On Thursday, 27 February 2020 at 14:58:20 UTC, Adam D. Ruppe
wrote:
On Thursday, 27 February 2020 at 14:32:29 UTC, Petar Kirov
[ZombineDev] wrote:
2. Have the new type implicitly convert to printf-style args.
I think this is what Adam is proposing. While nice to have, I
don't think it's necessary.
You can read my document for more detail
https://github.com/dlang/DIPs/pull/186
But basically
writefln(i"hi $name, you are visitor ${%2d}(count)");
gets turned into:
writefln(
// the format string is represented by this type
new_type!("hi ", spec(null), ", you are visitor ",
spec("%2d"))(),
// then the referenced arguments are passed as a tuple
name,
count
)
So very, very, very similar to Walter's proposal, just instead
of the compiler generating the format string as a plain string,
the format string is represented by a new type, defined by the
spec and implemented by druntime.

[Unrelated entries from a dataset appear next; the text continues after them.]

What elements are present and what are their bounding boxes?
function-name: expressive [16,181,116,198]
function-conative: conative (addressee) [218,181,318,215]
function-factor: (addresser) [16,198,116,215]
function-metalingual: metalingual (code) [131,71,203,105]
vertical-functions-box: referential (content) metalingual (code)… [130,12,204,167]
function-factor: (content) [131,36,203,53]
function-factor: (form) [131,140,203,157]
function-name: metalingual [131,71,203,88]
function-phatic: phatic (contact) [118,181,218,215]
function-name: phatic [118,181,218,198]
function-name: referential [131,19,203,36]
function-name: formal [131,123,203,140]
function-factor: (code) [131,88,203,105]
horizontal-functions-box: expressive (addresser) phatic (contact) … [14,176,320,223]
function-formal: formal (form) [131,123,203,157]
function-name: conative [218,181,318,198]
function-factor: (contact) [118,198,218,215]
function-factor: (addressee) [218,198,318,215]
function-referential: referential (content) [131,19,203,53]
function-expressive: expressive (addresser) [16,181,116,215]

As a result, no more guess
work - it is clear that this is meant to be interpreted as a
format string. It is clear which parts are
placeholders/specifiers for which arguments.

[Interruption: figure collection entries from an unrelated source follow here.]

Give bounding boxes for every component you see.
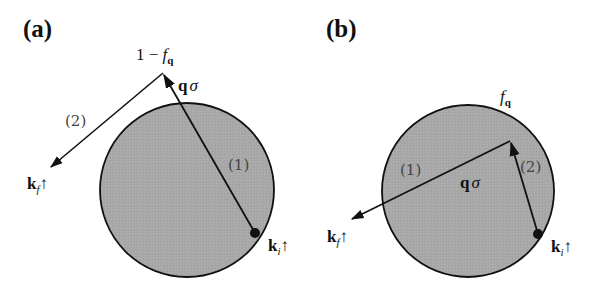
panel-a-label: (a)	[23, 15, 52, 43]
kf-label-a: kf↑	[27, 174, 48, 195]
step-2-label-a: (2)	[65, 112, 86, 130]
ki-label-b: ki↑	[551, 237, 572, 258]
q-sigma-label-a: qσ	[178, 76, 198, 95]
step-2-label-b: (2)	[520, 158, 541, 176]
ki-dot-b	[533, 229, 543, 239]
scattering-diagram: (a) 1 − fq qσ (1) (2) kf↑ ki↑ (b) fq	[0, 0, 602, 292]
panel-b-label: (b)	[326, 15, 357, 43]
f-q-label-b: fq	[500, 87, 512, 108]
step-1-label-a: (1)	[228, 156, 249, 174]
panel-a: (a) 1 − fq qσ (1) (2) kf↑ ki↑	[23, 15, 289, 277]
ki-dot-a	[250, 228, 260, 238]
panel-b: (b) fq qσ (1) (2) kf↑ ki↑	[326, 15, 572, 277]
fermi-sphere-a	[100, 103, 274, 277]
apex-label-a: 1 − fq	[136, 45, 174, 66]
ki-label-a: ki↑	[268, 236, 289, 257]
kf-label-b: kf↑	[327, 227, 348, 248]
step-1-label-b: (1)	[400, 161, 421, 179]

Perhaps my assumptions were based on an old version of your
proposal.
What I want is for:
auto s = i"hi $name, you are visitor ${%2d}(count)";
to lower to:
auto s = new_type!(
"hi ", spec(null), ", you are visitor ", spec("%2d")
)(name, count);
I.e. the referenced arguments are passed to the constructor of
new_type.
That way new_type can offer implicit conversion to string, while
support for zero-allocation printf, write, writeln, writef,
writefln and so on can be done via function overloading.